The following article is taken from Sun Microsystem's Web site: Writing for the Web by Jakob Nielsen distinguished engineer; PJ Schemenaur, technical editor; and Jonathan Fox, editor-in-chief, www.sun.com The original article may be found, in its entirety, at: http://www.sun.com/980713/webwriting/index.html
Writing for the Web
You can double the usability of your web site by following these guidelines: for two sample sites studied in Sun's Science Office, we improved measured usability by 159% and 124% by rewriting the content according to the guidelines.
Writing for the Web is very different from writing for print:
- 79% of users scan the page instead of reading word-for-word
- Reading from computer screens is 25% slower than from paper
- Web content should have 50% of the word count of its paper equivalent
The Difference Between Paper and Online Presentation
In print, your document forms a whole and the user is focused on the entire set of information. On the Web, you need to split each document into multiple hyperlinked pages since users are not willing to read long pages.
Users can enter a site at any page and move between pages as they chose, so make every page independent and explain its topic without assumptions about the previous page seen by the user.
Link to background or explanatory information to help users who do not have the necessary knowledge to understand or use the page.
Make the word count for the online version of a given topic about half the word count used when writing for print: Users find it painful to read too much text on screens, and they read about 25 percent more slowly from screens than from paper.
Users don't like to scroll through masses of text, so put the most important information at the top.
Web users are impatient and critical: They have not chosen your site because you are great but because they have something they need to do. Write in the "news you can use" style to allow users to quickly find the information they want.
Credibility is important on the Web where users connect to unknown servers at remote locations. You have to work to earn the user's trust, which is rapidly lost if you use exaggerated claims or overly boastful language; avoid "marketese" in favor of a more objective style.
A few hyperlinks to other sites with supporting information increase the credibility of your pages. If at all possible, link quotes from magazine reviews and other articles to the source.
The Web is an informal and immediate medium, compared to print, so users appreciate a somewhat informal writing style and small amounts of humor.
Do not use clever or cute headings since users rely on scanning to pick up the meaning of the text.
Limit the use of metaphors, particularly in headings: Users might take you literally.
Use simple sentence structures: Convoluted writing and complex words are even harder to understand online.
Puns do not work for international users; find some other way to be humorous.
Add bylines and other ways of communicating some of your personality. (This also increases credibility.)
The Web is a fluid medium: Update pages as time goes by to reflect all changes. Statistics, numbers, and examples all need to be recent or credibility suffers.
For example: Before a conference, the page about the event might point to a registration form; afterward, point to slides or presentation transcripts instead.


Task statement: Give the entries back exactly, dropping each image.

*****

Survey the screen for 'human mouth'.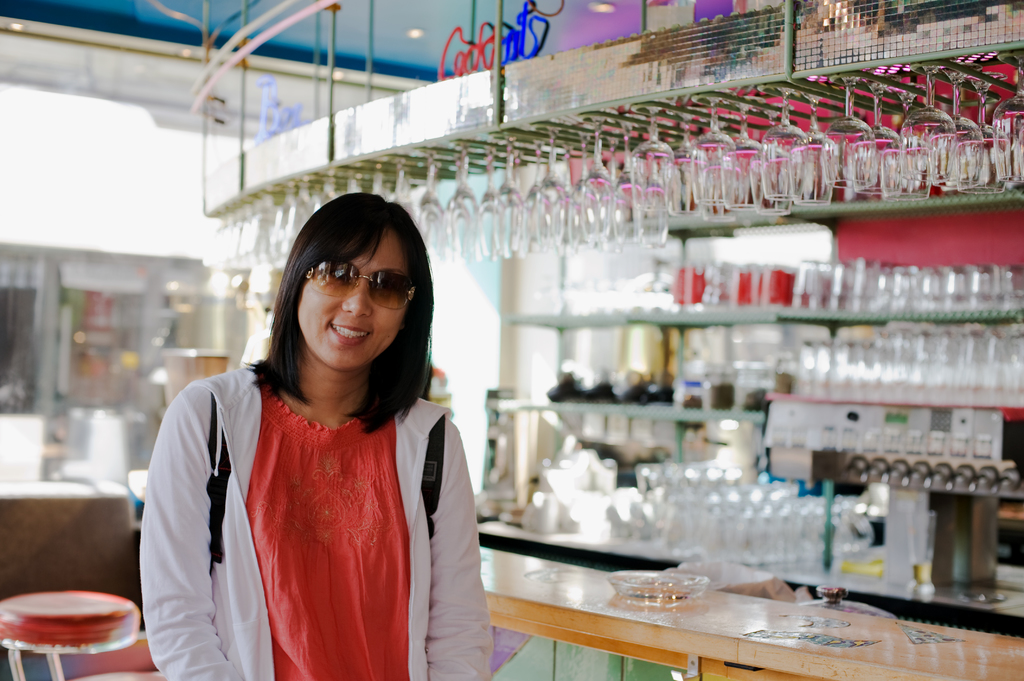
Survey found: [x1=332, y1=322, x2=370, y2=346].
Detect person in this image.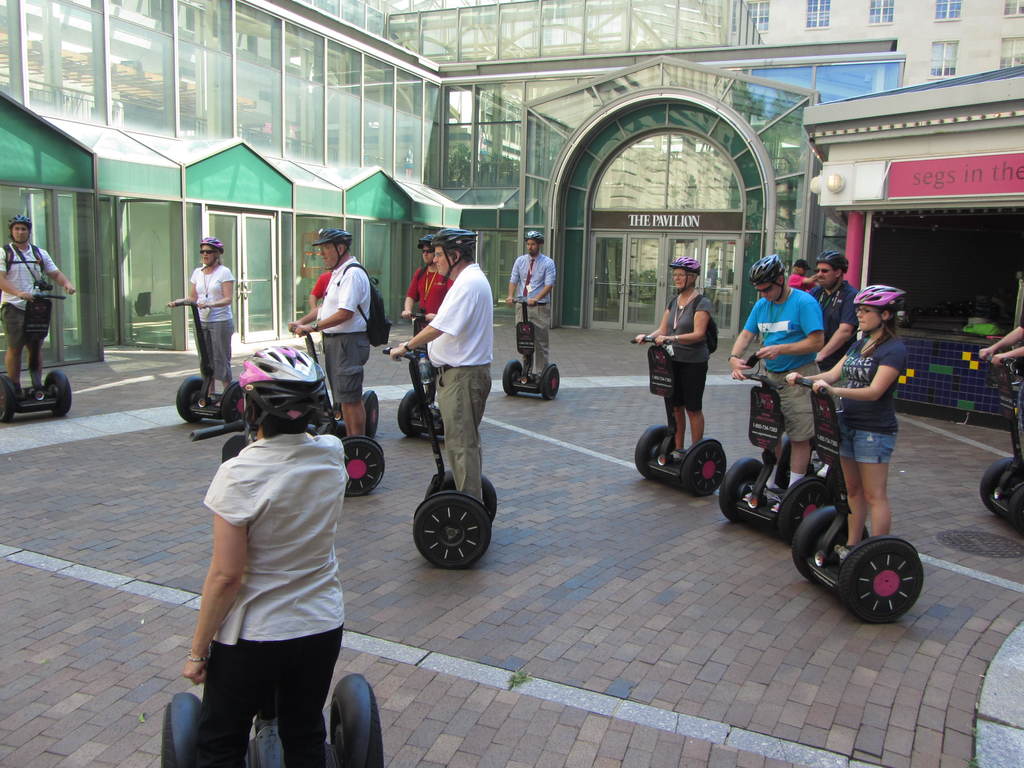
Detection: box=[402, 233, 451, 407].
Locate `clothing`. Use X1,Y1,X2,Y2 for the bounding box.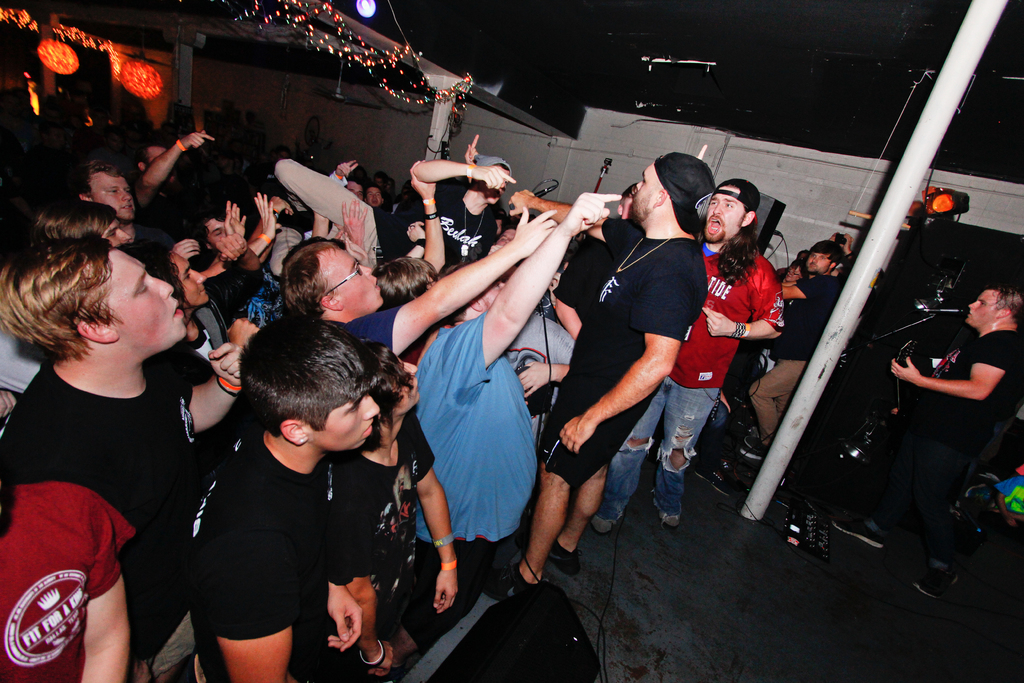
877,329,1020,525.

*****

Response below:
Survey the screen for 'human mouth'.
Survey found: [x1=332, y1=322, x2=370, y2=346].
Detect person in this image.
Detection: box=[402, 233, 451, 407].
Locate `clothing`. Use X1,Y1,X2,Y2 for the bounding box.
877,329,1020,525.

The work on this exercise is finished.